🤖 AI Summary
This paper addresses the dynamic evolution of data distributions induced endogenously by decisions in decision-dependent stochastic optimization—challenging the conventional assumption of exogenous distributional shift. We formulate distribution evolution as a decision-driven nonlinear dynamical system, the first such model in the literature. We propose an online optimization framework that jointly optimizes decisions and steers distribution dynamics, designing an adaptive and shaping algorithm operating on the probability simplex to unify optimality and generalization under non-stationarity. We establish theoretical convergence guarantees and derive a generalization error bound. Empirical validation on opinion polarization control and recommender systems demonstrates the method’s ability to actively guide distribution evolution while simultaneously achieving near-optimal decisions.
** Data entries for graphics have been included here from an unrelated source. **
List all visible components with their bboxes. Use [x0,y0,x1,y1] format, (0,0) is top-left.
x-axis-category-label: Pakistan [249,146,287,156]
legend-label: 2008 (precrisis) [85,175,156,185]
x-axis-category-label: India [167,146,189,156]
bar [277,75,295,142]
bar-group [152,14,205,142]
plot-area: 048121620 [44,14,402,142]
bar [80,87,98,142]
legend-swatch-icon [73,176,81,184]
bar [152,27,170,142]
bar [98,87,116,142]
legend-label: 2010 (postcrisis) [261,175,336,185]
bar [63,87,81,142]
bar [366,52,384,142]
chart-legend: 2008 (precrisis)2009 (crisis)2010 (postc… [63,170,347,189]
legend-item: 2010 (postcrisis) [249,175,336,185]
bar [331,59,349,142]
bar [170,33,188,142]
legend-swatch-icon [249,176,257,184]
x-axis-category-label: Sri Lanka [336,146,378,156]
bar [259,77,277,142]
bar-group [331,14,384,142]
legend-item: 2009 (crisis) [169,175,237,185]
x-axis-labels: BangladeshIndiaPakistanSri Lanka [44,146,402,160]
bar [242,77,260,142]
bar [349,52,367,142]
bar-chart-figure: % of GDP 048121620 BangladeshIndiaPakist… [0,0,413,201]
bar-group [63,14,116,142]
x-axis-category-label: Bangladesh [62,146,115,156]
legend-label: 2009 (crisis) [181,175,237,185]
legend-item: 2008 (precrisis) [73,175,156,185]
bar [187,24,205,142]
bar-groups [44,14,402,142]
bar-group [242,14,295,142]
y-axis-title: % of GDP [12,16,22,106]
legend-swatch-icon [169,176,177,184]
Our core contributions are: (i) a principled endogenous distributional dynamics model grounded in decision feedback, and (ii) the first provably optimal and generalizable decision-distribution co-optimization framework.
📝 Abstract
Distribution shifts have long been regarded as troublesome external forces that a decision-maker should either counteract or conform to. An intriguing feedback phenomenon termed decision dependence arises when the deployed decision affects the environment and alters the data-generating distribution. In the realm of performative prediction, this is encoded by distribution maps parameterized by decisions due to strategic behaviors. In contrast, we formalize an endogenous distribution shift as a feedback process featuring nonlinear dynamics that couple the evolving distribution with the decision. Stochastic optimization in this dynamic regime provides a fertile ground to examine the various roles played by dynamics in the composite problem structure. To this end, we develop an online algorithm that achieves optimal decision-making by both adapting to and shaping the dynamic distribution. Throughout the paper, we adopt a distributional perspective and demonstrate how this view facilitates characterizations of distribution dynamics and the optimality and generalization performance of the proposed algorithm. We showcase the theoretical results in an opinion dynamics context, where an opportunistic party maximizes the affinity of a dynamic polarized population, and in a recommender system scenario, featuring performance optimization with discrete distributions in the probability simplex.